Read the full story, click Filtered  News 

Research assistant: A tag attached to the head of an elephant seal in South Georgia, Antarctica.. Credit: CSIRO/Martin Biuw
Seals offer glimpse under Antarctic ice
Aug 13, 2008 - Huge elephant seals have been recruited to help Australian scientists break through a critical blind spot and chart climate change under the Antarctic sea ice in winter.

The seals, which can weigh up to three tonnes, are fitted with sensors that transmit previously unavailable data to satellites when they surface to breathe.

"They have made it possible for us to observe large areas of the ocean under the sea ice in winter for the first time," said Steve Rintoul of Australia's Antarctic Climate and Ecosystem Cooperative Research Centre, based in Hobart, Tasmania.

Read the full story, click Cosmos Magazine 

According to a recently published study, the memories of old matriarch elephants may be critical to the survival of herds.
(c) Charles Foley
The Amazing Memories of Female Elephants

Aug 11, 2006 -A recent study by the Wildlife Conservation Society and the Zoological Society of London (ZSL) suggests that old female elephants—and perhaps their memories of distant, life-sustaining sources of food and water—may be the key to survival during the worst of times.

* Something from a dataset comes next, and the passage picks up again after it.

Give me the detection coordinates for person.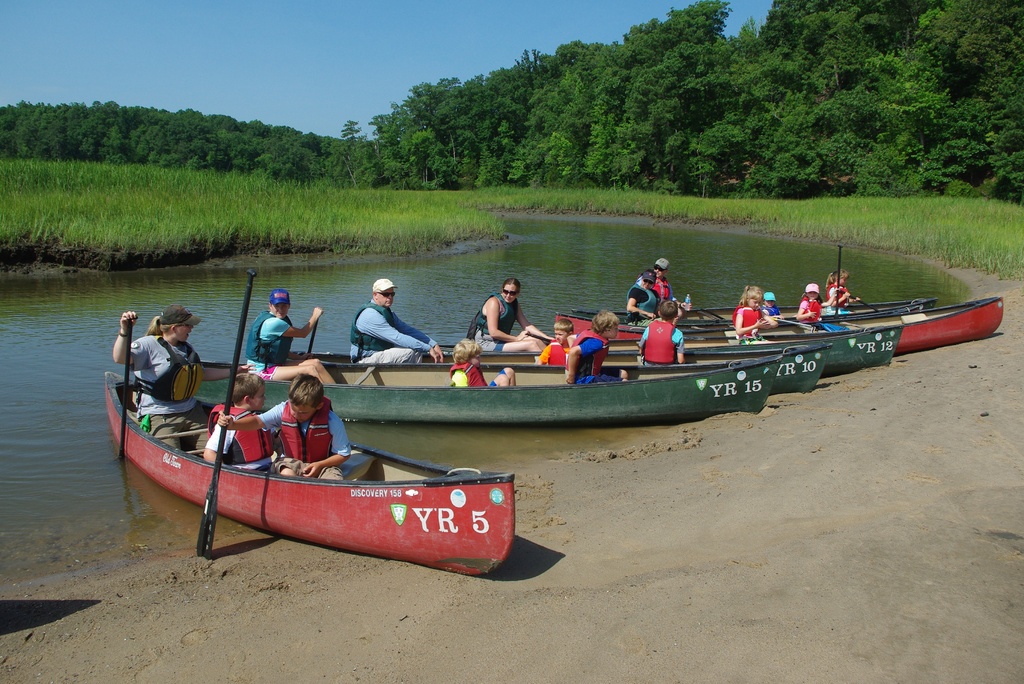
pyautogui.locateOnScreen(625, 266, 664, 325).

In particular, experienced elephant matriarchs seem to give their family groups an edge in the struggle for survival in periods of famine and drought, according to a recently published paper in The Royal Society’s Biology Letters.

“Understanding how elephants and other animal populations react to droughts will be a central component of wildlife management and conservation,” said Wildlife Conservation Society researcher Dr. Charles Foley, lead author of the study.

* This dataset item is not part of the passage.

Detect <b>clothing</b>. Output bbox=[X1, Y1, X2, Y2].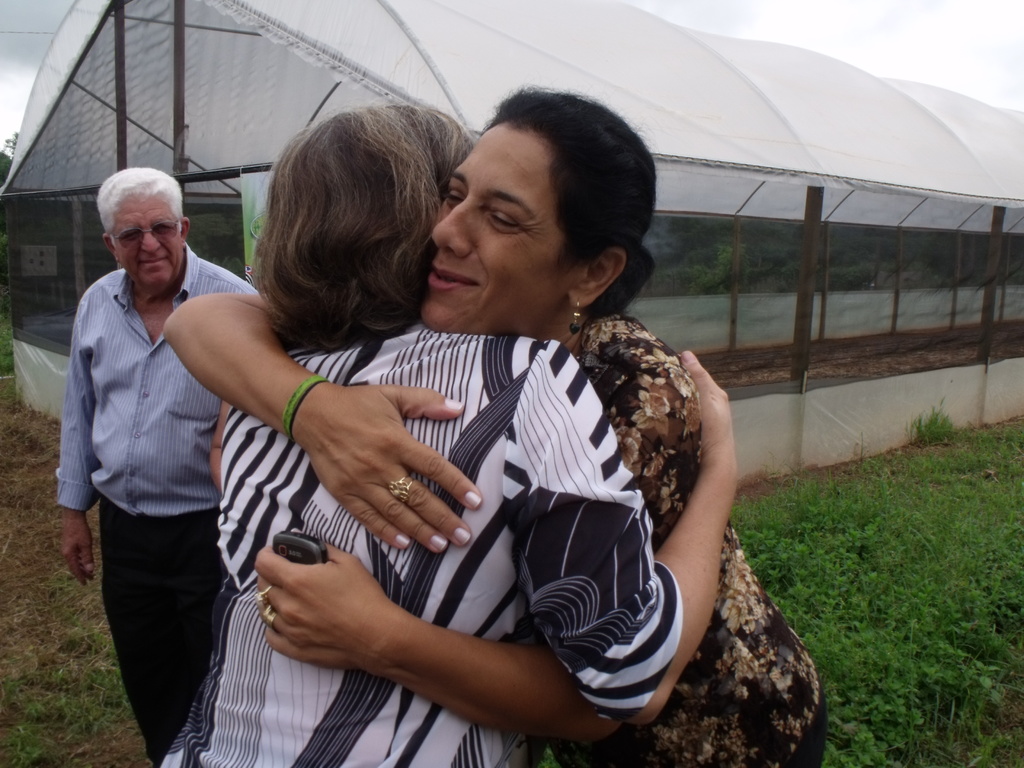
bbox=[48, 241, 259, 767].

Read the full story, click Newswise 

At­lan­tic spot­ted dol­phins (Ste­nel­la fron­t­a­lis) ap­par­ent­ly teach their calves for­ag­ing skills, re­search­ers say. (Im­age cour­te­sy NOAA)
Dolphins and the evolution of teaching
Aug 07, 2008 - With flu­id, some­times playful-looking move­ments, a moth­er dol­phin leads her calf to the seafloor and starts pok­ing around for a meal—fish hid­ing in the sand. The young­ster seems to watch close­ly.

The scene, cap­tured on vid­e­o, is one of many cases filmed by re­search­ers of what they de­scribe as dol­phins ap­par­ently teach­ing their young.

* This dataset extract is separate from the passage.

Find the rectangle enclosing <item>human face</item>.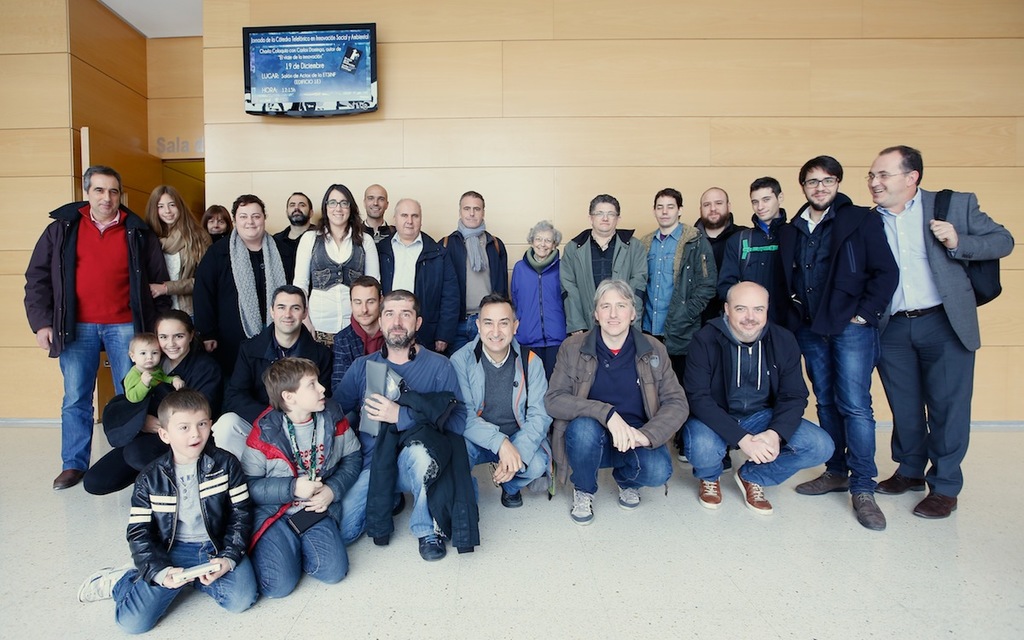
<box>699,190,729,228</box>.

While a few an­i­mal spe­cies have been re­ported to “teach” their young sur­viv­al skills, dol­phins seem to dis­play some teach­ing in­nova­t­ions shown by none oth­ers ex­cept hu­mans, sci­en­tists say in a new stu­dy.

Read the full story, click Filtered News 

Extinct Megalodon would have been terrifying even from the point of view of someone on a midsized yacht. (Image courtesy Steve Alten/Montage Marketing).
Nature’s mightiest bites calculated
Aug 04, 2008 -The great white shark has the might­i­est bite of any liv­ing spe­cies known, a study has found—but its ex­tinct rel­a­tive “Big Tooth” may take the prize for hard­est bite in Earth’s his­to­ry.

The an­cient beast is thought to have in­flict­ed hor­ri­fic deaths on large whales, by first bit­ing off their tails and flip­pers and turn­ing the huge vic­tims into hap­less, drift­ing meals.

Re­search­ers from the Uni­ver­s­ity of New South Wales in Aus­tral­ia and oth­er in­sti­tu­tions stud­ied the skull and mus­cle tis­sues of both shark spe­cies. They gen­er­at­ed three-dimensional com­put­er mod­els of the skull of a 2.4-metre (eight-foot) male great white based on X-ray im­ages. “Na­ture has en­dowed this car­ni­vore with more than enough bite force to kill and eat large and po­ten­tially dan­ger­ous prey,” said the uni­ver­s­ity’s Steve Wroe.